You were supposed to think the funeral home was nice. It was beautiful, in a way, but Kogami couldn't stop seeing it as bland, impersonal, and deeply undeserving of Ginoza. It was surrounded by flowers, at least, although Kogami still didn't know enough botany to determine whether or not they were holos.

Without Ginoza, he never would.

The gates were tall and unyielding. Kogami could see the building behind them, through the bars, and it was strange how hard he was trying to reach the last place he ever wanted to be. He reached out, feeling the metal cold and unyielding beneath his fingers, and rattled the gate. He needed to get in, he needed to say goodbye, or he'd never be able to think about anything but that abyss.

And then, the beeping started. Kogami was violently wrested from the dream, and his eyes flew open before he had even started to process where he was. He was upright in less than a second, heart throbbing painfully in his throat.

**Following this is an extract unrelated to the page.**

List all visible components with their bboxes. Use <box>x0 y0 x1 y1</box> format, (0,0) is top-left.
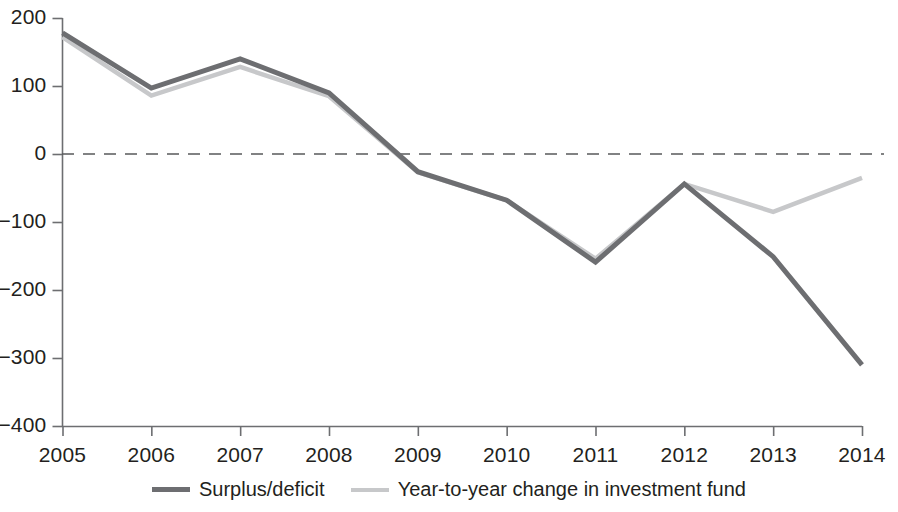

It was just the alarm. It meant Ginoza's heart rate had slipped again. But it had only been a dream - Ginoza was fine. He was alive.

He was…awake. Kogami forced his eyes to focus, and saw that Ginoza was stirring vaguely, struggling harder than Kogami had to free himself from sleep. Kogami got up and crossed the room to turn the alarm off, and Ginoza opened his eyes.

"Wha's that?" Ginoza asked, eyes narrowed as he stared down at his wrist. He still spent very little of the day fully cognizant, but he'd started talking again the day before yesterday.

"It's an alarm, Gino," Kogami said. Ginoza's shoulder twitched, and Kogami thought he might have tried to pull the watch off if he still had his metal hand. Not that he would have been able to - he was still too weak to move much.

"Alarm?"

"Yeah." Kogami's voice still sounded strained and scratchy, even to himself. "I set your watch to go off whenever your heart rate starts to get too high. That way I can give you some more fluids, and that brings it down."

Ginoza blinked sluggishly. Kogami thought this might be a little bit too complex of a plan for Ginoza to understand at the moment - he was still struggling to come fully back online, to process what was going on around him.

"It's…alright," Kogami said. This was, really, the only thing that mattered. "I'm just going to change your fluids."

Kogami was glad that he wasn't the one hooked up to a heart rate monitor. He was pretty sure it still would have been beeping. After the nightmare, his heartbeat hadn't seemed to slow at all, and his chest was still tight too.

But his hands were steady as he changed out Ginoza's IV fluid. When he finished, Ginoza was looking at him. His head was flat on the pillow, and Kogami doubted he would have been able to lift it, but his eyes were open and full of more awareness than Kogami thought he had seen so far.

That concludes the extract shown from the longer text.